Published 2026-06-21

Answer

By Kintetsu's per-station passenger counts (surveyed November 2021), the busiest stations in Nara Prefecture are Gakuenmae, Kintetsu-Nara, Ikoma and Yamato-Saidaiji — each around 40,000 people a day. Then come Yamato-Yagi (~31,000), Takanohara (~28,000) and Shin-Ōmiya (~25,000). Interchange hubs (Saidaiji, Yagi, Ikoma) and residential commuter stations (Gakuenmae, Tomio) have very different characters. Note: there is no official open data on the number of restaurants around each station.

Nara's busiest Kintetsu stations: around 40,000 a day

By Kintetsu's published per-station passenger figures (surveyed November 9, 2021), the top stations in Nara Prefecture are Gakuenmae, Kintetsu-Nara, Ikoma and Yamato-Saidaiji — four stations clustered around 40,000 a day, each either a multi-line interchange or a city-center station in Nara or Ikoma. Yamato-Yagi (~31,000), a rail junction in Kashihara, comes next, with Takanohara, Shin-Ōmiya, Tomio and Goidō all in the 20,000s.

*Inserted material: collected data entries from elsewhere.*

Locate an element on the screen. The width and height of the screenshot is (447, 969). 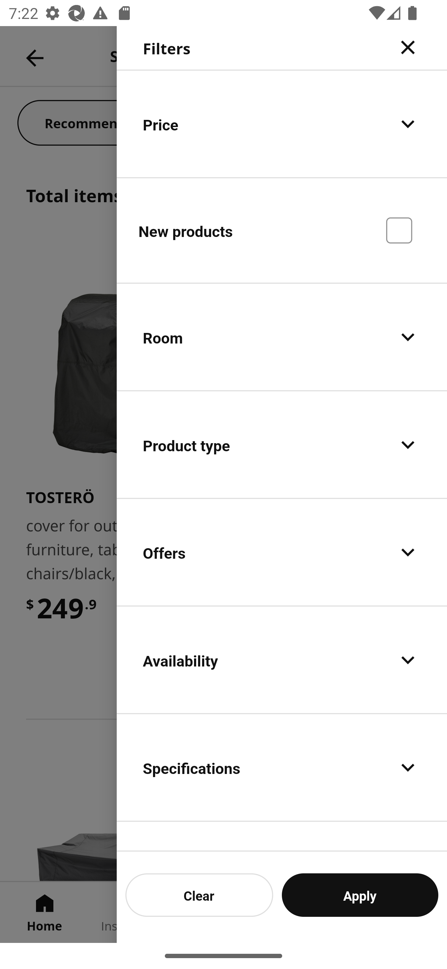
Specifications is located at coordinates (282, 767).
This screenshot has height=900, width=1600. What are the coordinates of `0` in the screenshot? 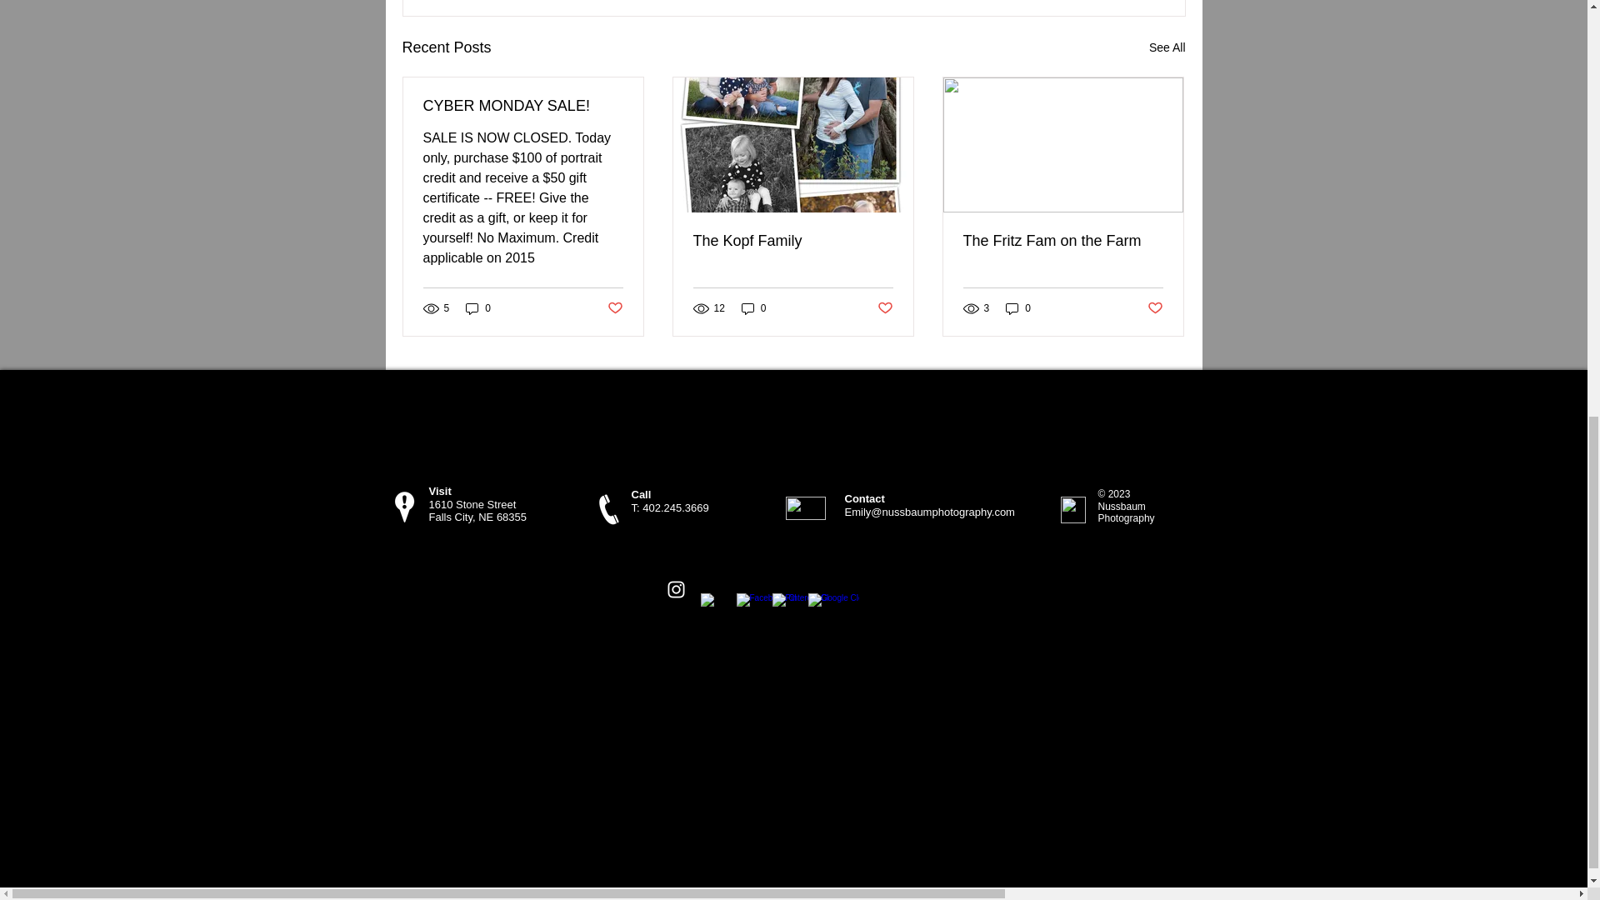 It's located at (478, 308).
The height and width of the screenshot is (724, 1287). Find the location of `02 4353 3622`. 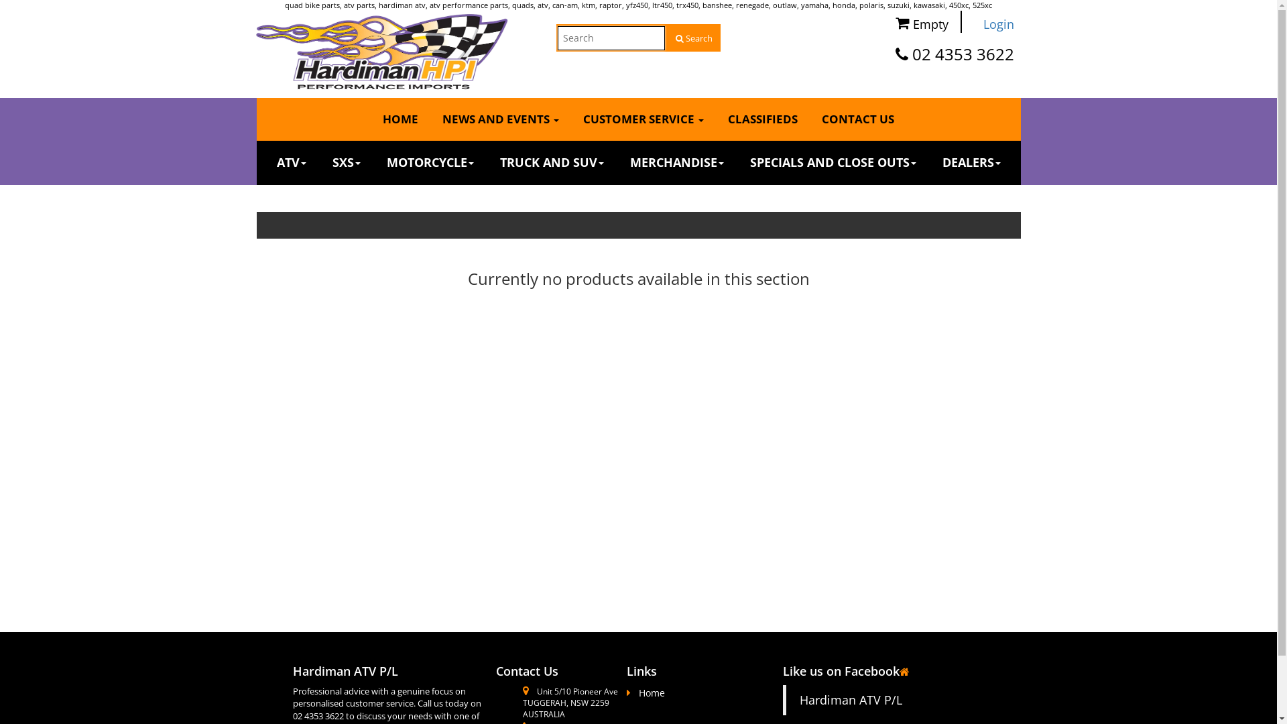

StationPassengers (Nov 2021, per day)Area
Gakuenmae42,954Nara City
Kintetsu-Nara42,810Nara City
Ikoma40,466Ikoma City
Yamato-Saidaiji39,811Nara City
Yamato-Yagi31,100Kashihara City
Takanohara27,758Nara City
Shin-Ōmiya25,307Nara City
Tomio22,911Nara City
Goidō22,097Kashiba City

Two kinds of busy station: hubs and bedroom towns

High ridership doesn't mean the same kind of town. Yamato-Saidaiji (where the Nara, Kyoto and Kashihara lines cross), Yamato-Yagi (a north–south rail junction) and Ikoma (Keihanna Line, Ikoma Line and a cable car) are interchange hubs, where shops and restaurants tend to cluster. Gakuenmae and Tomio, by contrast, are residential areas in western Nara City — busy, but mainly with commuters. The stations that feel lively with eateries (Yamato-Yagi, Yamato-Saidaiji, Shin-Ōmiya, Goidō) largely overlap with these hub and city-center types.

There's no official data on restaurants per station

That said, there is no open dataset showing how many restaurants sit around each station. Official restaurant counts (the Economic Census's food-service category) are by municipality, so Shin-Ōmiya and Yamato-Saidaiji both fall under "Nara City" and can't be separated by station. That's why this article treats passenger counts as a proxy for liveliness. One note: Ōji is about 8,400 on Kintetsu (Ikoma Line) alone, but it's an interchange paired with JR Ōji, so much of its bustle comes from JR-side ridership.

Seeing Nara's stations through data

Per-station passenger figures and station locations are also published in the MLIT National Land Numerical Information (station passenger data). See the related articles on Kintetsu vs JR and the Keinawa Expressway, along with the datasets below.